All the individual cross-section data sets (each containing a time series) must be on in a single subdirectory on disk in fixed width text files (.txt), comma separated value files (.csv), or Stata data files (.dta). (Alternatively, they may be in memory, in your workspace.) Each file must be named with one string in three parts: an alphanumeric tag of the user's choice, a geography code of between zero (for no geography index) and four digits, and an age group code of between zero (for no age group index) to four digits. For example, if you have observations on cancer deaths for age group 45 (which might represent 45-50 year olds) for U.S. citizens (e.g., geography code 2450), you may decide to choose tag ``cancer''. We would add a file extension as well and so if the data are in a plain text file, we put these elements together and the file name would be cancer245045.txt.

So we can understand your coding scheme, include an extra file in the same directory called tag.index.code, where ``tag'' is the actual alphanumeric tag you chose (not the word t-a-g). For the example above, the filename would be cancer.index.code. The contents of the file should be 0-4 letters g followed by 0-4 letters a. In the example above, the entire contents of the file is: ggggaa.

Optionally, you may also add files that contain labels for each of the time, age, and geography codes.

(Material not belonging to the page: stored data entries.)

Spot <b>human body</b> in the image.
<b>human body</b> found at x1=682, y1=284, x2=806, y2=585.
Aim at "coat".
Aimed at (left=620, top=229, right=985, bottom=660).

If these are included, they will make text and graphics output easier to interpret (and they may be useful documentation for you separate from yourcast). The files are tag.T.names for time periods, tag.A.names for age groups, and tag.G.names for geographic regions, where again ``tag'' is your chosen alphanumeric tag. The contents of each file should be ASCII text with all valid numerical codes in the first column and a corresponding label in the second column. Include column labels in the first row. So for geography, the second column might be country names and the columns would be labeled ``region'' and ``name''. If the codes are interpretable as is, such as is often the case for age groups and time periods, then you can omit the corresponding file.

Finally, if you wish to smooth over geographic regions, which the map and bayes methods allow, you must also include a file called tag.proximity.txt where ``tag'' is your chosen alphanumeric tag and ``.txt'' is used for text files but can also be used with comma separated files (.csv), or Stata data files (.dta). The larger the proximity score, the more proximate that pair of countries is in the prior; a zero element means the two geographic areas are unrelated, and the diagonal is ignored. Each row of the proximity file has three columns, consisting of geographic codes for two countries followed by a score indicating the proximity of the two geographic regions; please include column labels. For convenience, geographic regions that are unrelated (and would have zero entries in the symmetric matrix) may be omitted from proximity. In addition, proximity may include rows corresponding to geographic regions not included in the present analysis.